Stephen Pollard, writing in Sundayexpress.com, notes that the recent anti-Semitic leaflet distributed in Ukraine demanding Jews register or be deported might make Russia look more philo-Semitic than Ukraine, but that theory is false. Pollard, whose grandparents fled Poland and Latvia in the late 1800’s, notes that Vladimir Putin disingenuously used reported Ukrainian anti-Semitism as an excuse for his invasion of Crimea and his threat to enter eastern Ukraine, saying he was acting in that fashion because he wanted to save the Jews.
Yet, as Pollard writes, “Under President Putin there may not be state-sponsored anti-Semitism but ultra-nationalist anti-Semitic groups flourish, aided by the security services. State-run broadcasters regularly feature anti-Semitic conspiracy theorists.”
Pollard is quite aware of historical Ukrainian hatred of Jews, noting the 1941 massacre of 11,500 Jews by the Nazis with Ukrainian help and the butchery of 70% of Ukrainian Jews, amounting to over a million people during the Nazi era. But he also notes that Dnipropetrovsk has the largest Jewish community centre in the world, and Jews are not afraid to live openly as Jews in Ukraine, unlike Russia. Dnipropetrovsk’s Chief Rabbi Kaminezki said of Putin’s claims of Ukrainian anti-Semitism, “What Putin is saying about anti-Semitism in the Ukraine is mostly just a lie to divide us.”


Description of the task:
State, as a number alone, how many lines of the entries contain the word "diagram".

Start of Study material

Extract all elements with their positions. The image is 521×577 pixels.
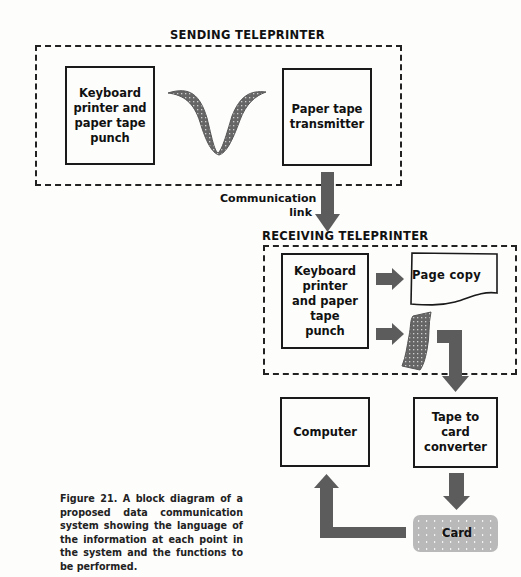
arrow-to-page-copy [376, 268, 404, 290]
communication-link-arrow [315, 172, 340, 232]
card-to-computer-arrow [314, 474, 406, 538]
diagram-graphics [0, 0, 521, 577]
arrow-to-punched-tape [376, 323, 404, 345]
card-label: Card [442, 526, 472, 540]
figure-caption: Figure 21. A block diagram of a proposed… [60, 492, 243, 573]
punched-tape-icon [402, 312, 431, 370]
paper-tape-v-icon [168, 91, 266, 155]
tape-to-converter-arrow [437, 330, 469, 392]
converter-to-card-arrow [443, 473, 470, 510]
page-copy-label: Page copy [412, 268, 481, 282]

End of Study material

Task answer:
2